Transition radiation

[1] They showed the existence of Transition radiation when a charged particle perpendicularly passed through a boundary between two different homogeneous media.

The frequency of radiation emitted in the backwards direction relative to the particle was mainly in the range of visible light.

The intensity of radiation was logarithmically proportional to the Lorentz factor of the particle.

His theory predicted some remarkable features for transition radiation in the x-ray region.

[3] In 1959 Garibian showed theoretically that energy losses of an ultrarelativistic particle, when emitting TR while passing the boundary between media and vacuum, were directly proportional to the Lorentz factor of the particle.

[4] Theoretical discovery of x-ray transition radiation, which was directly proportional to the Lorentz factor, made possible further use of TR in high-energy physics.

[6][7] Transition radiation in the x-ray region (TR) is produced by relativistic charged particles when they cross the interface of two media of different dielectric constants.

The emitted radiation is the homogeneous difference between the two inhomogeneous solutions of Maxwell's equations of the electric and magnetic fields of the moving particle in each medium separately.

The total energy loss of a charged particle on the transition depends on its Lorentz factor γ = E/mc2 and is mostly directed forward, peaking at an angle of the order of 1/γ relative to the particle's path.

More elaborate analysis of the emitted visual radiation may allow for the determination of γ and emittance.

The characteristics of this electromagnetic radiation makes it suitable for particle discrimination, particularly of electrons and hadrons in the momentum range between 1 GeV/c and 100 GeV/c.

This allows a much higher number of photons to be obtained in a smaller angular "volume".

Applications of this x-ray source are limited by the fact that the radiation is emitted in a cone, with a minimum intensity at the center.

X-ray focusing devices (crystals/mirrors) are not easy to build for such radiation patterns.

It is emitted provided that a charged particle crosses a medium with randomly inhomogeneous dielectric permittivity^{9,10,11}.

^S.R.Atayan and Zh.S.Gevorkian, Pseudophoton diffusion and radiation of a charged particle in a randomly inhomogeneous medium, Sov.Phys.JETP,v.71(5),862,(1990).\\ 10.

^Zh.S.Gevorkian, Radiation of a relativistic charged particle in a system with one-dimensional randomness, Phys.Rev.E,v.57,2338,(1998).\\ 11.

^ Zh.S.Gevorkian, C.P.Chen and Chin-Kun Hu, New Mechanism of X-ray radiation from a relativistic charged particle in a dielectric random medium, Phys.Rev.Lett.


§ **Exercise description**
Keep the images out while you set down the data exactly.

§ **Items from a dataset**
□ □ □ □ □
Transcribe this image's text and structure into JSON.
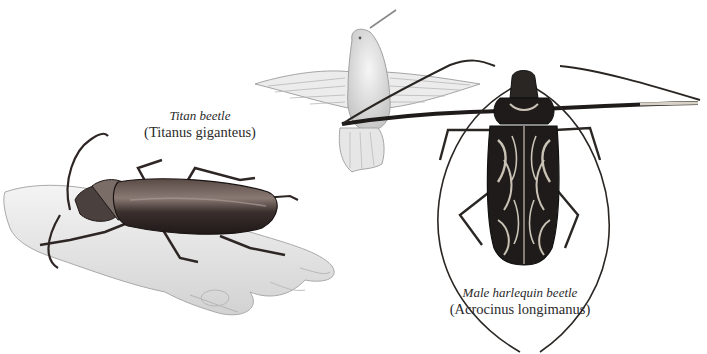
{
  "plate": {
    "subjects": [
      {
        "id": "titan",
        "common_name": "Titan beetle",
        "scientific_name": "(Titanus giganteus)",
        "depiction": "beetle resting on human hand"
      },
      {
        "id": "hummingbird",
        "depiction": "hummingbird in flight, for scale"
      },
      {
        "id": "harlequin",
        "common_name": "Male harlequin beetle",
        "scientific_name": "(Acrocinus longimanus)",
        "depiction": "patterned long-armed beetle, dorsal view"
      }
    ],
    "colors": {
      "background": "#ffffff",
      "ink": "#2a2a2a",
      "titan_body": "#3a2f2c",
      "harlequin_dark": "#1e1b1a",
      "harlequin_pattern": "#c9c2b5",
      "hand_shade": "#d8d8d8"
    }
  }
}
□ □ □ □ □
§ **Response to this task**
Transcribe this image's text and structure into JSON.
{
  "plate": {
    "subjects": [
      {
        "id": "titan",
        "common_name": "Titan beetle",
        "scientific_name": "(Titanus giganteus)",
        "depiction": "beetle resting on human hand"
      },
      {
        "id": "hummingbird",
        "depiction": "hummingbird in flight, for scale"
      },
      {
        "id": "harlequin",
        "common_name": "Male harlequin beetle",
        "scientific_name": "(Acrocinus longimanus)",
        "depiction": "patterned long-armed beetle, dorsal view"
      }
    ],
    "colors": {
      "background": "#ffffff",
      "ink": "#2a2a2a",
      "titan_body": "#3a2f2c",
      "harlequin_dark": "#1e1b1a",
      "harlequin_pattern": "#c9c2b5",
      "hand_shade": "#d8d8d8"
    }
  }
}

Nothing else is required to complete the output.